Since it was God actual being put to death on the Cross, would not that sacrifice been enough to have saved all sinners though?

That's the very argument (the first part of it) that the Remonstrants had at Dordt.

Where did this efficient / sufficient language come from?

The article in their remonstrance against the Synod of Dordt is this: “The price of redemption which Christ offered up to his Father was not only in itself and by itself sufficient for the redemption of the whole human race." (Acta Synodi Nationals . . . Dordrechti [1619-20], 1:129) and see Turretin, Institutes of Elenctic Theology (Vol. 2), on Christ's mediation.
This was the first half of the Arminian argument.

1. If I had $100 and offered it to someone who rejected, I have dealt in honesty and the rejection is on the one who rejected the offer. If I don't have $100 and offered it to someone who rejected it, I have not dealt honestly because I offered somehting I didn't have or intend to give. If Christ offers salvation based on His atonining blood to those who reject it and there is no sufficiency for them, God deals dishonestly.

I'd ask, first, to understand this, what is your intention in this - to give everyone $100 or just a few people, or one person? If your intention relies on your magical ability to draw people to you to give them $100, then only those who you magically draw to you (in your illustration) get the $100. That does not make the offer invalid to everyone. It just means your intention in the offer is limited to the few whom you draw. (i.e. the myriad statements in John's Gospel alone that deal with drawing, and seeing, and electing, etc.)

2. If you do a Strong's search for sufficient/efficient, yes, it does not come up. But neither does the word Trinity. You know as well as any Reformed person that we develope vocabulary to describe and summarize Christian doctrines.

Not remotely the same thing. There is no wiggle room on the fundamental doctrine of the Trinity. We can prove this from Scripture quite easily, and we would both agree on that doctrine because its clear, direct and through the Bible. The other has nothing to prove God's intention that he had any inkling towards "all men" in that way. (i.e. we don't do Arminianism or Amyraldianism).

3. Concerning pink unicorns... The bible is full of hypotheticals. If your system cannot deal with them, your system is the problem. The Scriptures never speak about pink unicorns, but speak about men rejecting salvation. If not sufficient, there is nothing to reject. Period.

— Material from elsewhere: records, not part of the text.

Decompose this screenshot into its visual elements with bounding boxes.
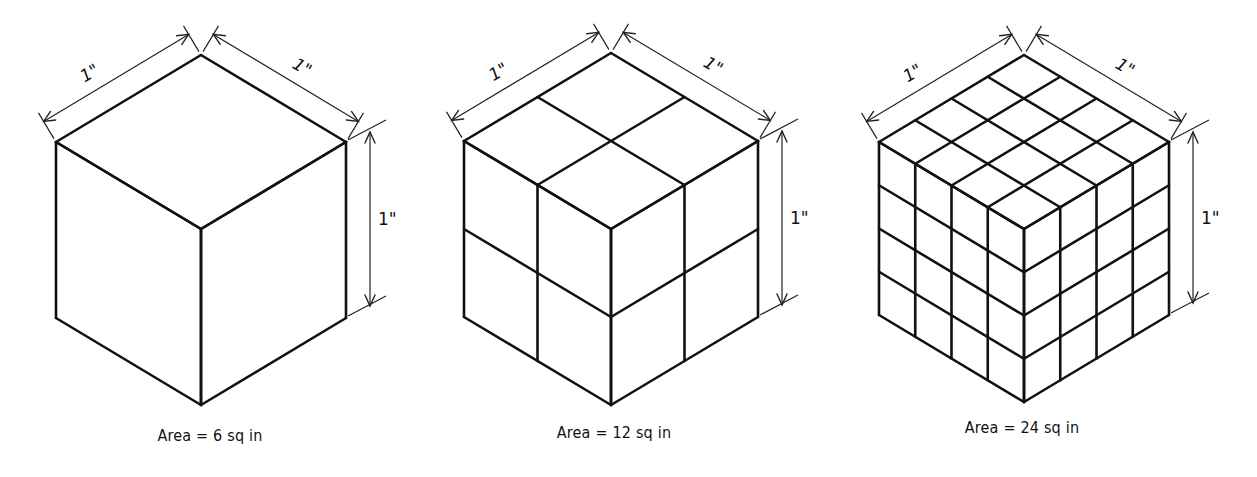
arrowhead-icon: [758, 110, 770, 120]
cube-2-area-caption: Area = 12 sq in: [557, 423, 672, 442]
right-face-grid-line: [201, 318, 346, 405]
dimension-label-top-right: 1": [1112, 53, 1138, 80]
left-face-grid-line: [56, 142, 201, 229]
cube-1-drawing: 1"1"1": [39, 26, 397, 405]
arrowhead-icon: [1036, 34, 1048, 44]
dimension-line-top-right: [213, 34, 358, 121]
cube-3-area-caption: Area = 24 sq in: [965, 418, 1080, 437]
dimension-label-vertical: 1": [790, 208, 809, 228]
arrowhead-icon: [346, 111, 358, 121]
left-face-grid-line: [56, 318, 201, 405]
cube-3-drawing: 1"1"1": [862, 26, 1220, 402]
arrowhead-icon: [452, 110, 464, 120]
dimension-line-top-left: [452, 32, 599, 120]
arrowhead-icon: [587, 32, 599, 42]
dimension-line-top-left: [44, 34, 189, 121]
dimension-label-top-left: 1": [899, 60, 925, 87]
arrowhead-icon: [44, 111, 56, 121]
right-face-grid-line: [201, 142, 346, 229]
isometric-cubes-figure: 1"1"1" 1"1"1" 1"1"1": [0, 0, 1257, 477]
dimension-label-vertical: 1": [378, 209, 397, 229]
dimension-label-top-left: 1": [485, 58, 511, 85]
cube-1-area-caption: Area = 6 sq in: [157, 426, 262, 445]
dimension-label-vertical: 1": [1201, 208, 1220, 228]
arrowhead-icon: [1169, 111, 1181, 121]
arrowhead-icon: [623, 32, 635, 42]
arrowhead-icon: [1000, 34, 1012, 44]
dimension-line-top-right: [623, 32, 770, 120]
arrowhead-icon: [177, 34, 189, 44]
dimension-label-top-left: 1": [76, 60, 102, 87]
arrowhead-icon: [213, 34, 225, 44]
cube-2-drawing: 1"1"1": [447, 24, 809, 405]
top-face-grid-line: [201, 55, 346, 142]
dimension-label-top-right: 1": [700, 52, 726, 79]
dimension-label-top-right: 1": [289, 53, 315, 80]
arrowhead-icon: [867, 111, 879, 121]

You've misconstrued, then, God's intention, (now its includes hypothetical salvation) and the doctrine of reprobation, as well as God's decree. Decrees won't be decrees in this way.
What is God's intention in the Covenant of Redemption? Is it not to save the elect, Period? :hunter:

4. I'm not an advocate of hypothetical universalism or Amyraldianism. But, in part, these were developed because of your speculative particularist view of the atonement. Both are a result of the pendulum swinging too far in either direction.

I didn't say you were, nor would I imply it.

I am saying that Scripture's view of God's Covenant (either way one takes the CoR or CoG) is never hypothetical. It's always specific with decreed intentions.

So when we use Arminian/Amyraldian language, pink unicorns and aliens from planet Zeno are equally in.
 
So far you havent provided one Scripture that says Jesus' death is sufficient for all but efficient for the elect.

Where exactly is that chapter and verse? Where exactly does God tell us this?

What this kind of talk does is place good men in compromising positions, not to mention it was the hallmark of Amyraldius' thought.

If we engage in this kind of thinking, we can hypothetically say anything we want, without crossing the line.

Lets try that.

God could have saved people through Christ's atonement only on cloudy days.

God could have saved people through Christ's atonement if they wore white clothes during their conversion.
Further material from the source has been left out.